Showing posts with label Bicycle playing cards. Show all posts
Showing posts with label Bicycle playing cards. Show all posts

26 March 2013

In The Cards

How many poker players are cyclists? 

For that matter, how many magicians ride bikes?


Those questions crossed my mind today when I was in a store, shopping for something entirely unrelated, and I came across decks of Bicycle playing cards.




I've seen them before, even though I can't remember the last time I played a card game and don't know the first thing about poker.  


Turns out, Bicycle cards are some of the best-known. They have been in continuous production since 1885.  Although I have found no information to confirm it, I suspect that the name has to do with the start date:  That is around the time bicycling was becoming fashionable.  A high-wheeler from that time cost, in today's dollars, more than even the most expensive custom machines made for record attempts and the riders on the wealthy nations' national teams.


In other words, bicycles had the same connotations as a private jet might have today.  People rode them to the opera and to art openings.  As arduous as they were to ride, nobody would mount a "penny farthing" unless he or she were wearing "proper" attire.  And I ain't talkin' about "billboard" jerseys and shorts in lycra!


Apparently, BIcycle cards are available in a variety of configurations, including versions for various card games and large-print cards for people with low vision.  However, nearly all Bicycle decks have an "air cushion" finish, which is said to improve their handling and is one of the reasons why they are so favored by magicians and performers who incorporate card tricks into their routines.




The first card in a typical deck is Bicycle's uniquely-styled Ace of Spades.  That card played a role its designers probably didn't envision.  During the Vietnam War, two American lieutenants wrote to the United States Playing Card Company (the manufacturer of Bicycle cards) and requested decks containing nothing but Aces of Spades.  Those officers, and their underlings, scattered those cards around the countryside.  Some Vietcong fled at the mere sight of them:  They conflated the Ace of Spades with a similar-looking French fortune-telling card that foretold death and suffering.  (Vietnam, a.k.a. Indochina, had been a French colony for nearly a century.)   Some of the Vietcong also regarded Lady LIberty, which was inscribed on some decks of cards, as a goddess of death.


I'm sure some of them fled on bicycles.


● **PROBLEM DESCRIPTION**:
Apart from the pictures, every line below needs to be reproduced verbatim.

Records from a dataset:
---+---

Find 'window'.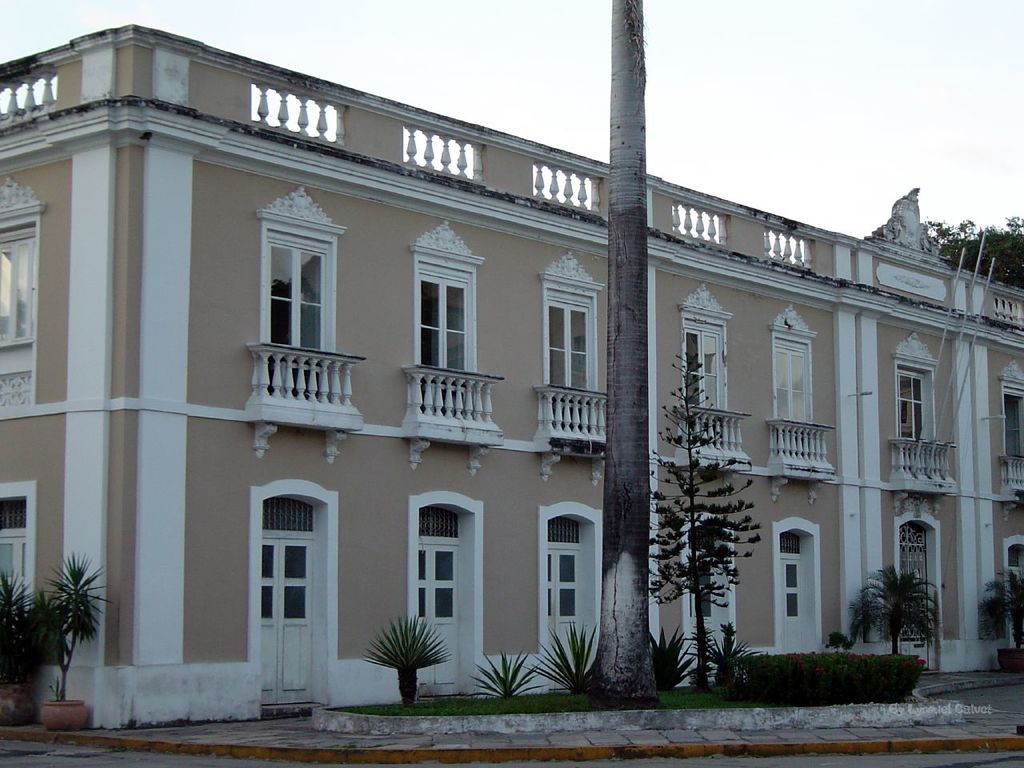
251:214:339:419.
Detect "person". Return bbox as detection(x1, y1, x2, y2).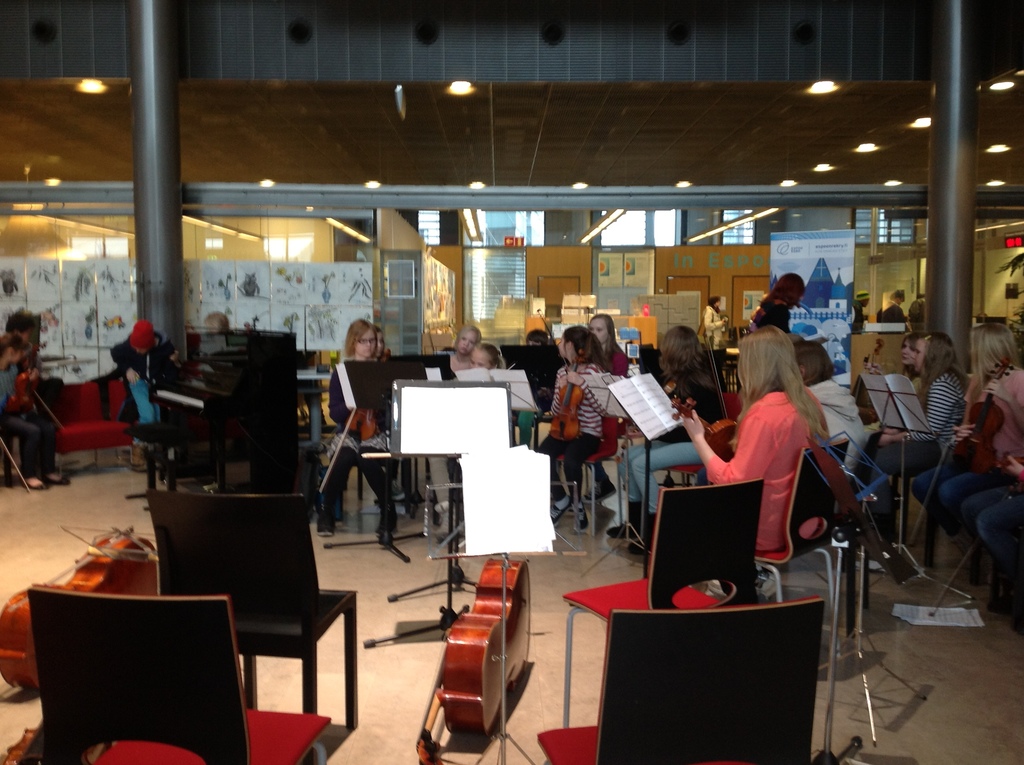
detection(584, 310, 634, 498).
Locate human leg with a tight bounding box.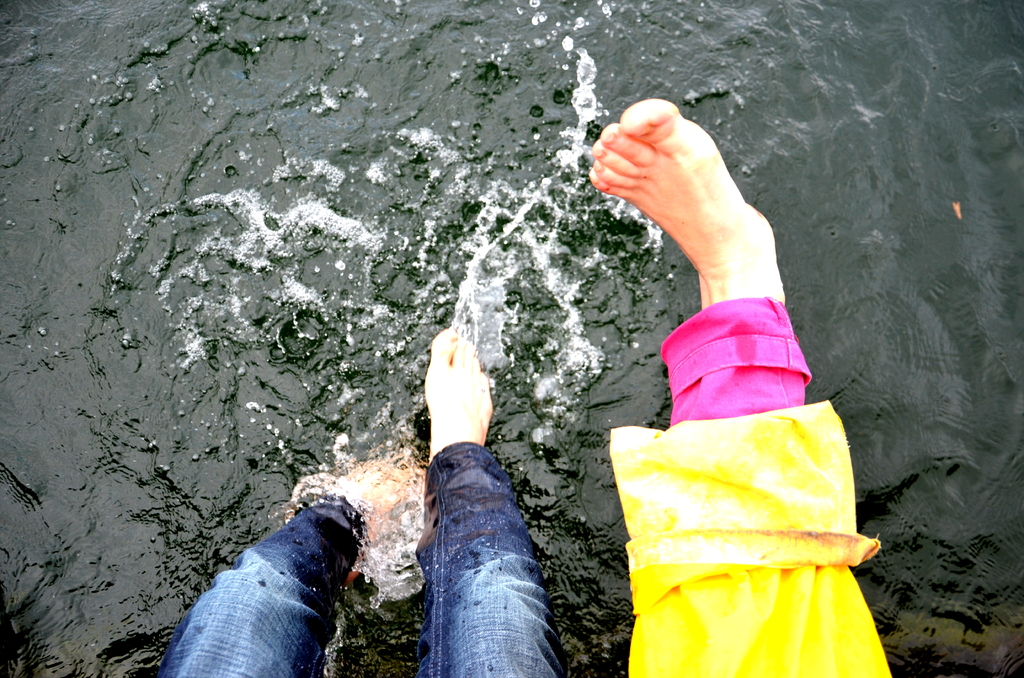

---+---

● **EXERCISE ANSWER**:
Find 'window'.
251:214:339:419.
Detect "person". Return bbox as detection(x1, y1, x2, y2).
detection(584, 310, 634, 498).
Locate human leg with a tight bounding box.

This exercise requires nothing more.